Triphasic Theory for Swelling Properties of Hydrated Charged Soft Biological Tissues

Abstract
Swelling phenomenon of biological soft tissues, such as articular cartilage, depends on their fixed charge densities, the stiffness of their collagen-proteoglycan solid matrix and the ion concentration in the interstitium. Based on the thermodynamic continuum mixture theory, a multiphasic mixture model is developed to describe the equilibrium and transient swelling properties. For articular cartilages in a single salt environment (e.g. NaCl), a three phase model (triphasic theory) suffices to describe its swelling behavior. The three phases are: solid matrix, interstitial water and the mobile salt. The equations of motion in this theory shows that the driving forces for interstitial water and salt are the gradients of their chemical potentials. Constitutive equations for the chemical potentials of the phases and for the total stress under infinitesimal strain but large variation of salt concentration are presented based on the physico-chemical theory for polyelectrolytic solutions and continuum theory. Application of this theory to equilibrium problems yields the well known Donnan equilibrium ion distribution and osmotic pressure equations. The theory indicates that at equilibrium the applied load on the tissue is shared by 1) the solid matrix elastic stress due to deformation; 2) the Donnan osmotic pressure; and 3) the chemical expansion stress due to the charge-to-charge repulsive forces between the charged groups in the solid matrix. For the transient isometric swelling problem, the theory is shown to describe the experimentally observed responses very well.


• **Work to be completed**:
Nothing but the lines from the one with "Locate an element" through the final line of the entries should appear in the answer, copied exactly and without pictures.

**** Material to process

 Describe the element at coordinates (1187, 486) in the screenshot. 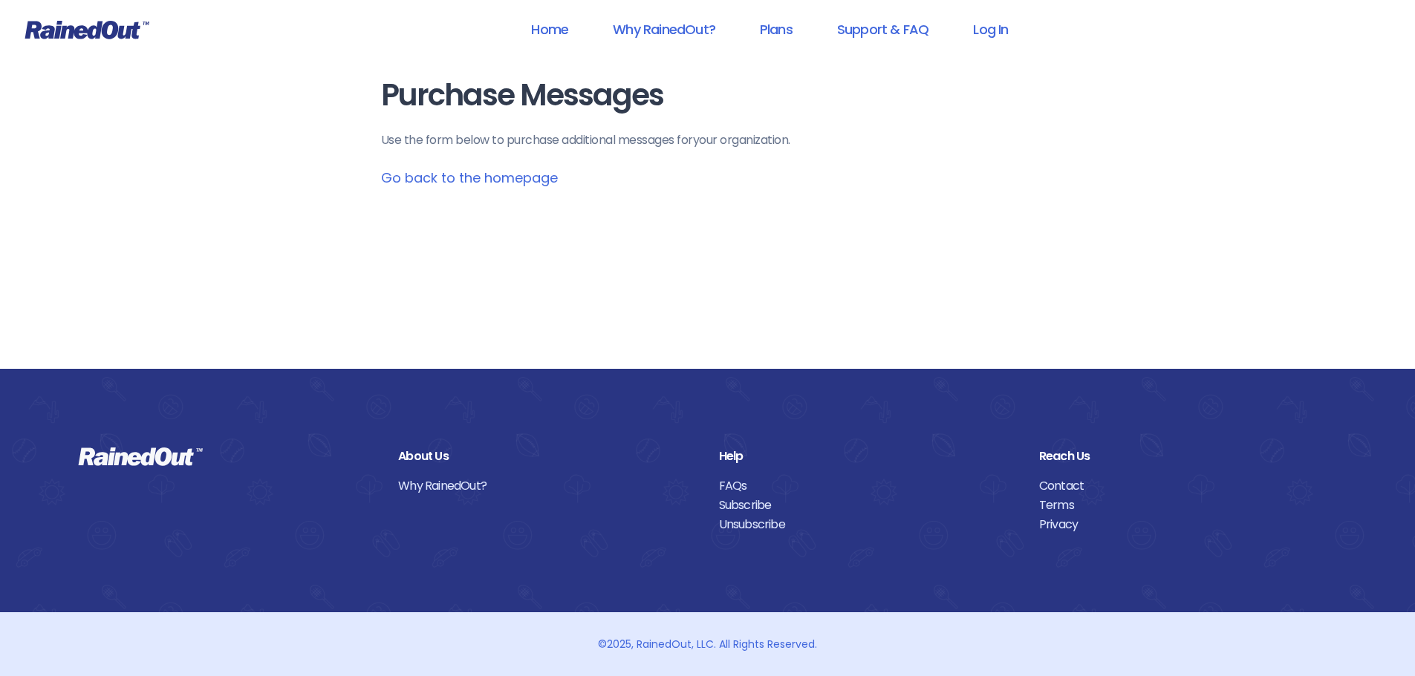

I see `a: Contact` at that location.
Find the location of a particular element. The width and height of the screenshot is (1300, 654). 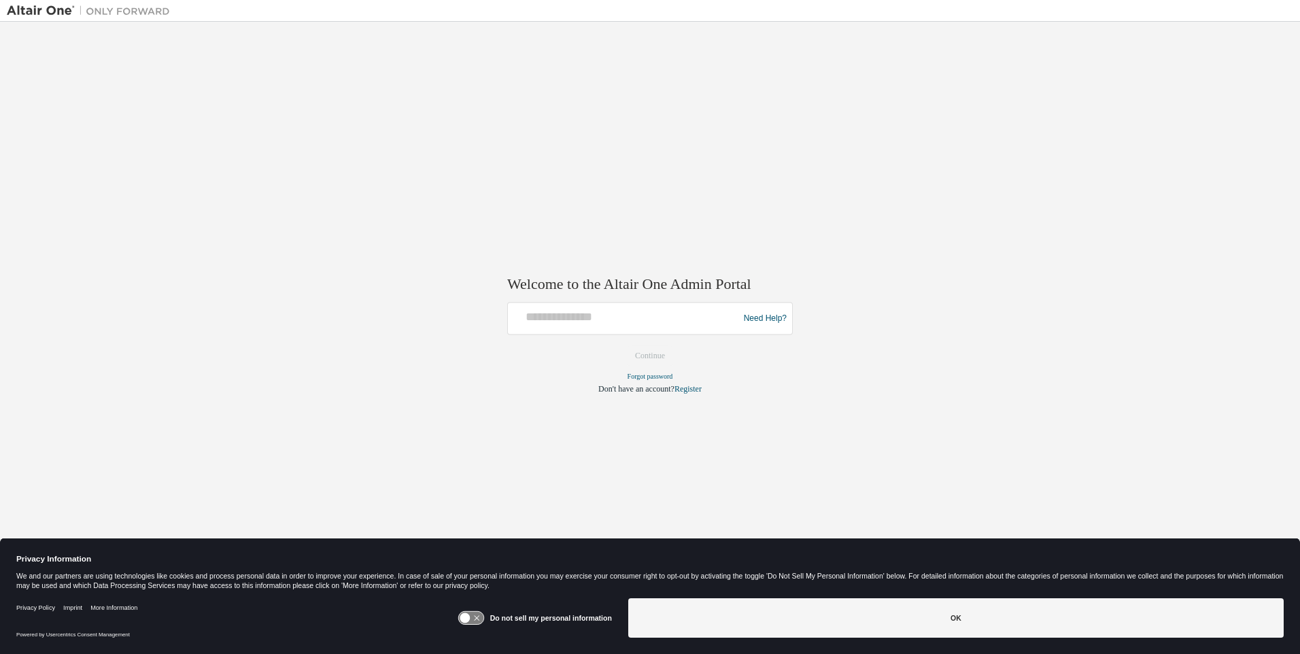

h2: Welcome to the Altair One Admin Portal is located at coordinates (650, 284).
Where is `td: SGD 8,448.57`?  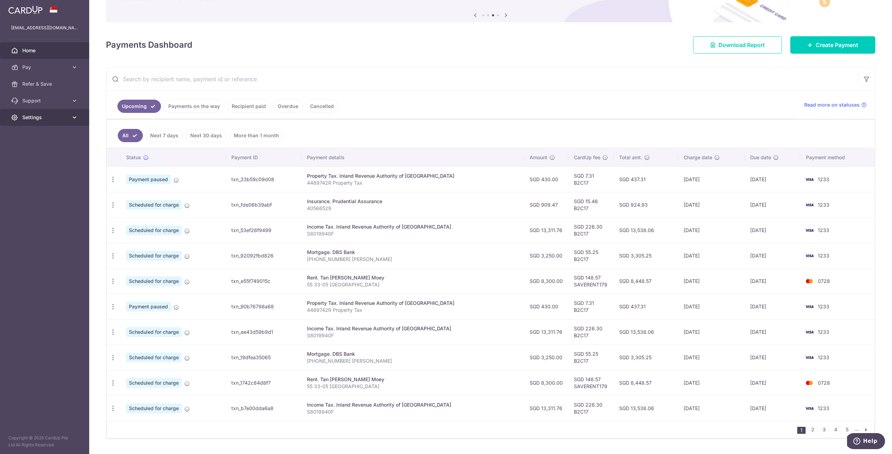
td: SGD 8,448.57 is located at coordinates (646, 281).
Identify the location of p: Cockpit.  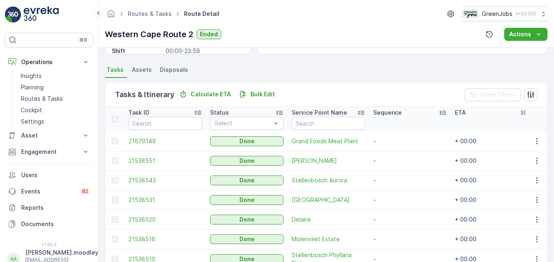
(31, 110).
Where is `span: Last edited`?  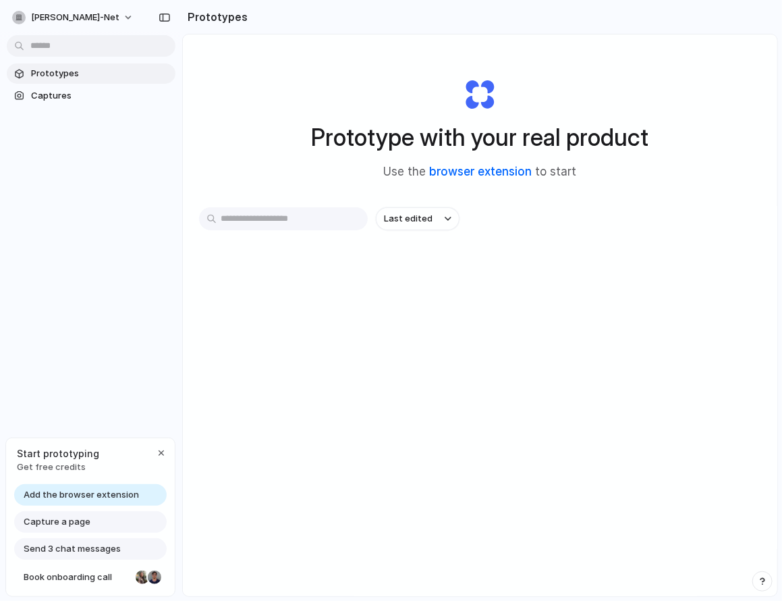 span: Last edited is located at coordinates (408, 219).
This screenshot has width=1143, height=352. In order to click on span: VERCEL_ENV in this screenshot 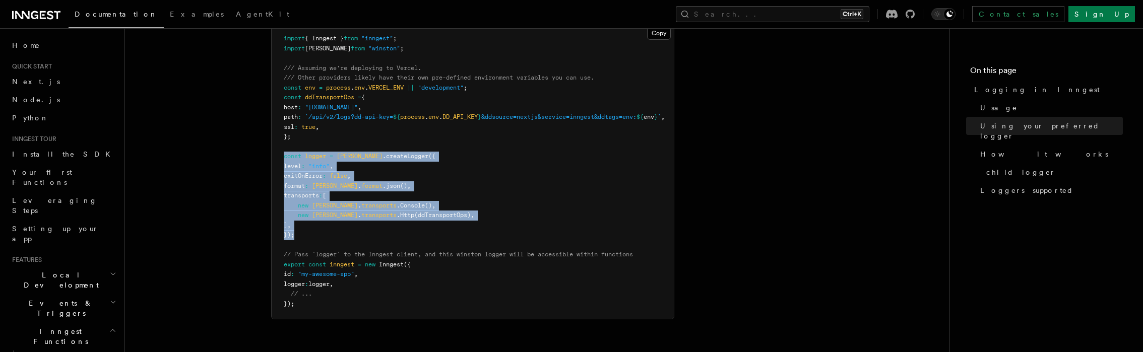, I will do `click(386, 88)`.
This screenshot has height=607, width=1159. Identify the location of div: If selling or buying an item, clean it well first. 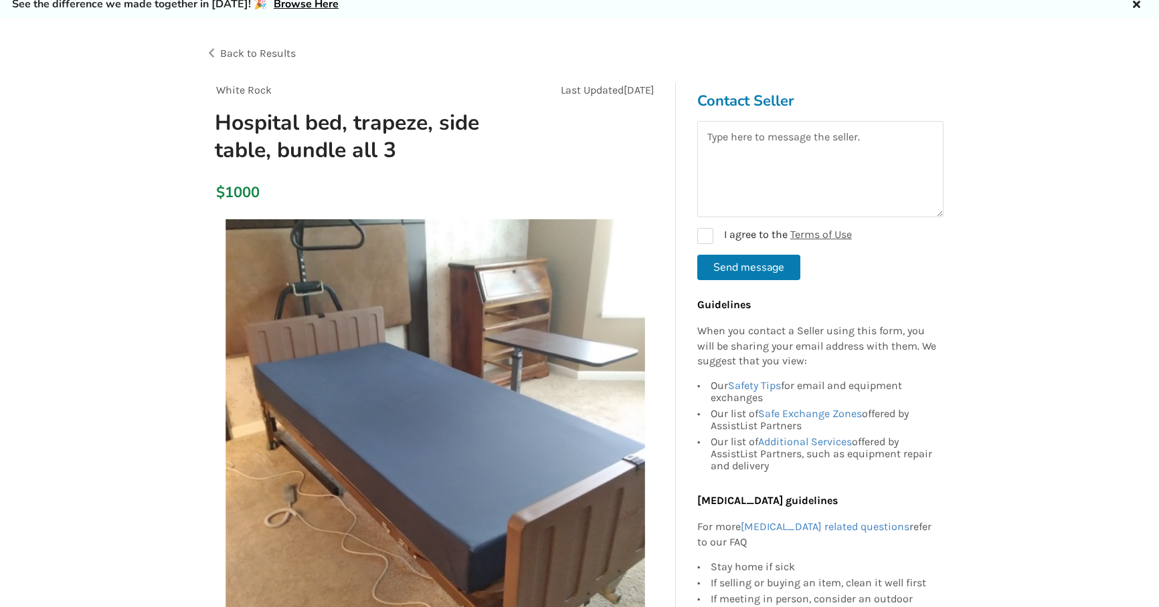
(824, 583).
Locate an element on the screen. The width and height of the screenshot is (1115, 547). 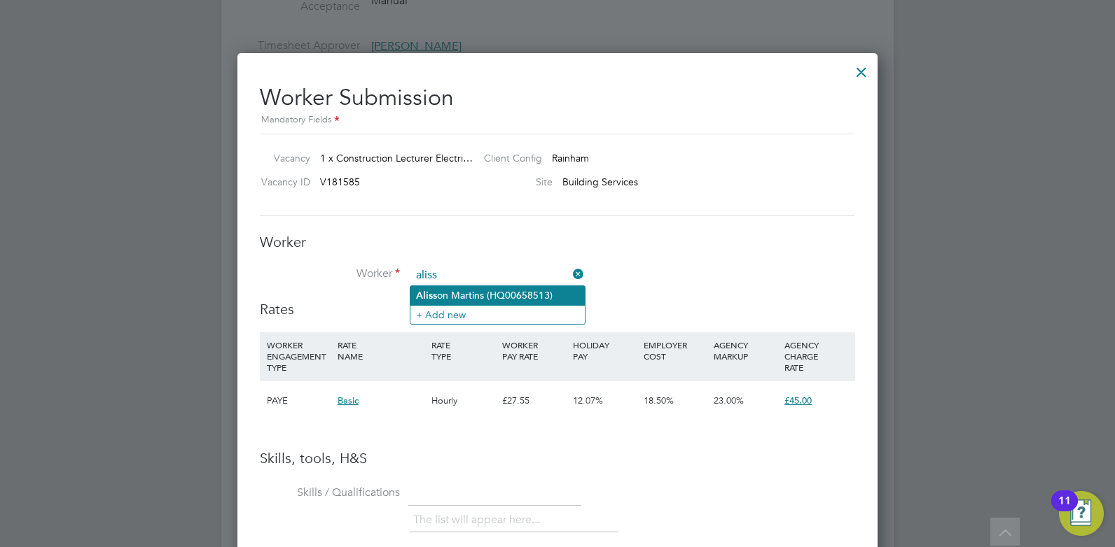
button: Open Resource Center, 11 new notifications is located at coordinates (1081, 514).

********

• **Response for this exercise**:
Locate an element on the screen. The width and height of the screenshot is (1115, 547). 
button: Open Resource Center, 11 new notifications is located at coordinates (1081, 514).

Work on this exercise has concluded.